120-sided dice!!

Our d120s arrived!!

Here’s the unboxing:

We were pretty lucky to have gotten our order in before all of the publicity caused the number of orders to explode. Before the boys ran off to show their friends the new dice, we did a few projects. I asked the boys to think of a question that they thought would be interesting to study with the dice. They didn’t have a lot of time to think about it, but I just wanted their gut reactions anyway.

My older son thought it would be fun to see how far they rolled. We have several different types of dice around the house, plus a few 3d printed shapes, so we saw how far the different shapes rolled:

The “winner” wasn’t actually one of the d120s, but rather a pentagonal hexecontahedron that we’d printed from Laura Taalman’s blog:

Day 194 of Laura Taalman’s Makerhome blog – the Pentagonal Hexecontahedron

The Dice Lab actually makes a d60 in the shape of a deltoidal hexecontahedron, so – no surprise, really – they are way ahead of us!

My younger son wanted to use them to make binary codes. I didn’t quite understand what he meant, but we eventually decided that the odd numbers would represent a 1 and the even numbers would represent a 0. We rolled the dice to create some 5-digit binary numbers. Strangely, we rolled lots of even numbers:

Finally, we did a project that my wife suggested – how many rolls to you think it will take until we see a number that we’ve already rolled? Fun! We had a great time exploring this question.

So, some fun little projects with the dice. Now the boys are off showing their friends and using them for some advantage playing Magic: The Gathering 🙂

Oh, and just in case you’ve not seen the video about these new dice, here it is:

A fun coincidence with our “1/3 in binary” project

Saw this tweet from Matt Henderson (via a Steven Strogatz retweet) today:

It first reminded me of one of Patrick Honner’s blog posts from a few years ago:

Honner’s post plus a lucky coincidence with a Numberphile video inspired a fun project with the boys:

Numberphile’s Pebbling the Chessboard game and Mr. Honner’s square

It wasn’t until later in the day that a different thought about this graphic hit me – we did a project about this shape LAST WEEK!!

Revisiting 1/3 in Binary

Since I was looking for a quick little something to do with the boys tonight, I head each one of them take a look at the tweet and tell me what they thought.

My younger son went first – he had lots of neat thoughts about the shape and we eventually found our way to the connection between this shape and writing 1/3 in binary:

My older son went next – he didn’t see the connection right away, but we eventually got there, too (oh, and ugh, just listening to this video I realize that I misunderstood my son when he was talking about a geometric series – whoops, he did say the right definition).

Thank you internet – what a fun coincidence!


◆ What is expected
Take the entries that follow and return exactly the lines from the one holding "This is a 1024 x" through the one holding "This is a 1024px", both included. Nothing else is needed.

◆ Material for this exercise
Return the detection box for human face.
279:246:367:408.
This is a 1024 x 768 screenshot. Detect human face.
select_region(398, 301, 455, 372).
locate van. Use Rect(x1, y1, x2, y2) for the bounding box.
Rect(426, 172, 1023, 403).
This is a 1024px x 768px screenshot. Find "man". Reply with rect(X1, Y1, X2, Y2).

---

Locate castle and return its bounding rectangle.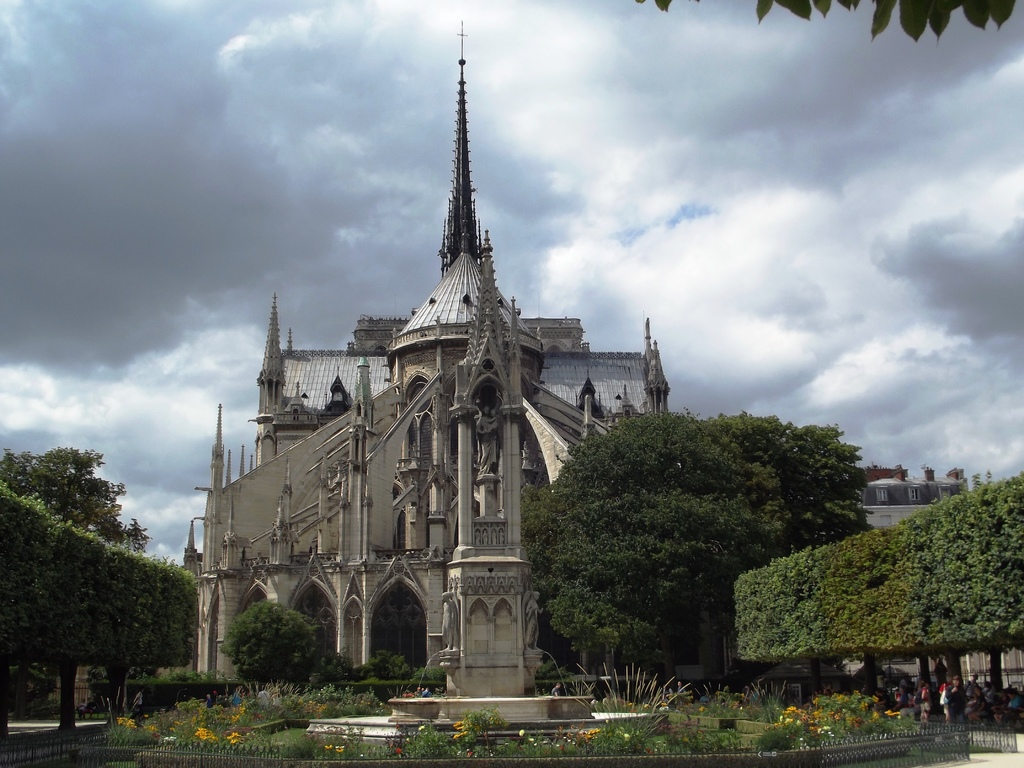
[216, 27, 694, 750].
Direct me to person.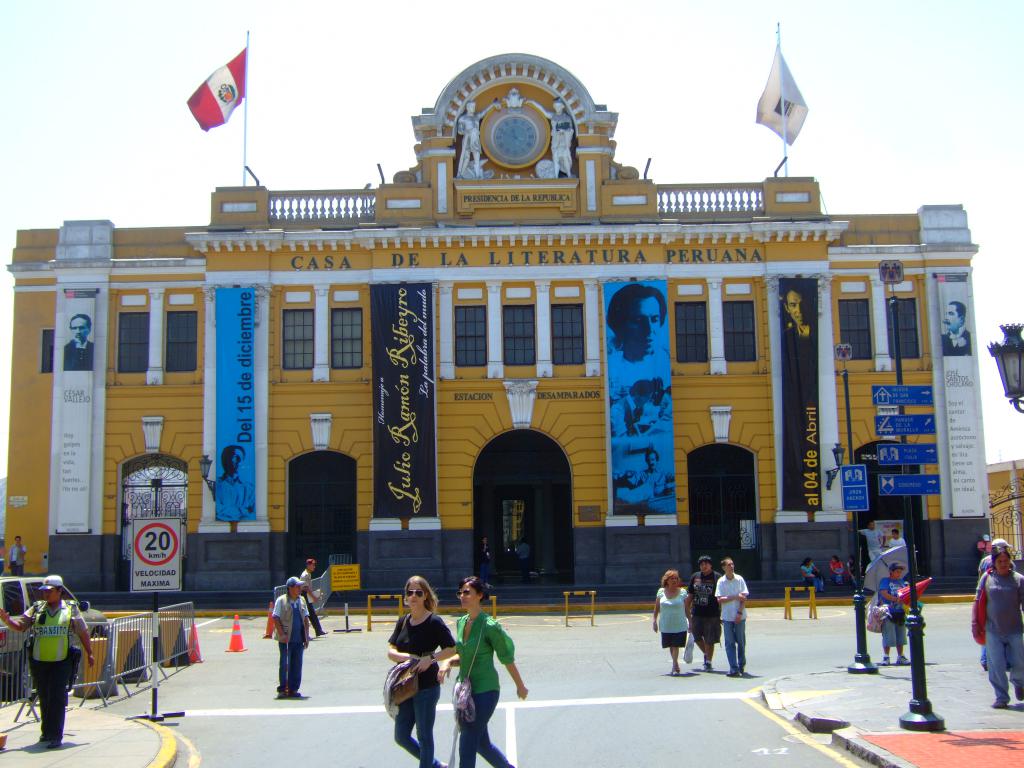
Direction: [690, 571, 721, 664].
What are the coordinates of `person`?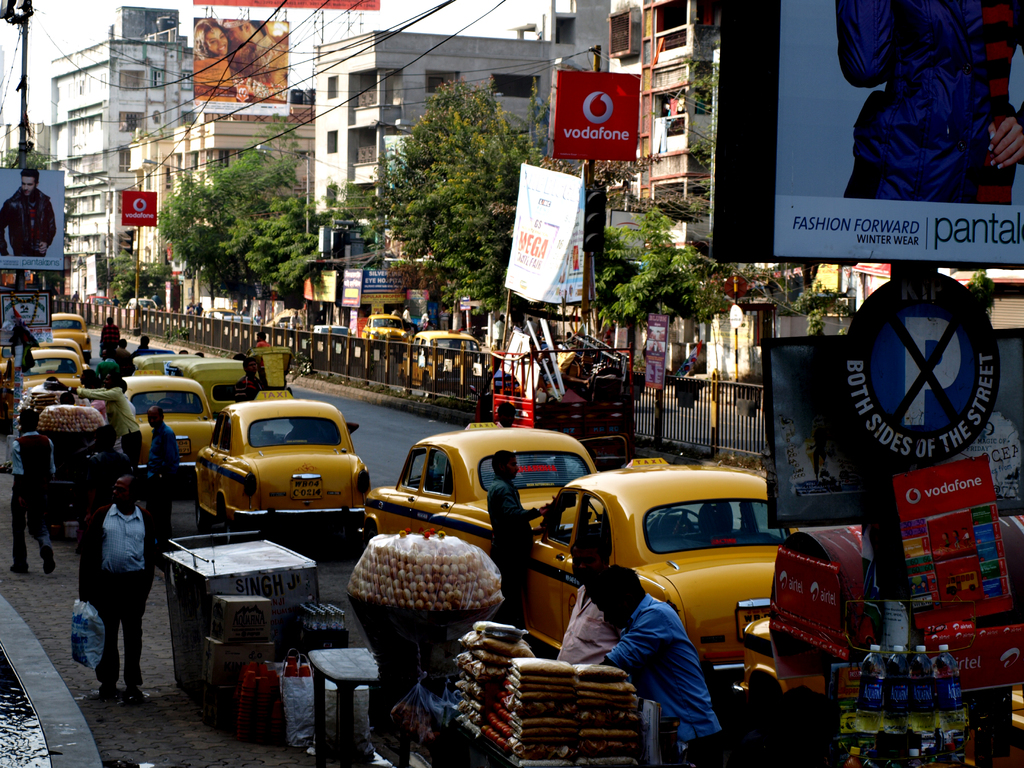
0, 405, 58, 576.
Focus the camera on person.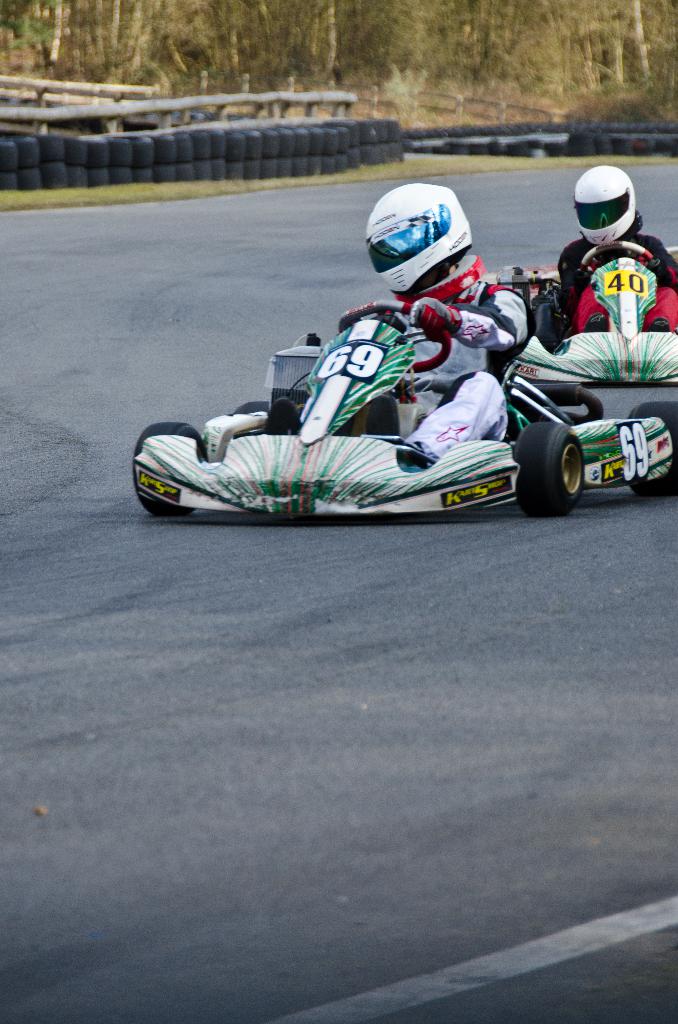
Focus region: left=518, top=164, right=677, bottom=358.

◆ Written answer
This is a 1024 x 768 screenshot. Detect human face.
select_region(398, 301, 455, 372).
locate van. Use Rect(x1, y1, x2, y2) for the bounding box.
Rect(426, 172, 1023, 403).
This is a 1024px x 768px screenshot. Find "man". Reply with rect(X1, Y1, X2, Y2).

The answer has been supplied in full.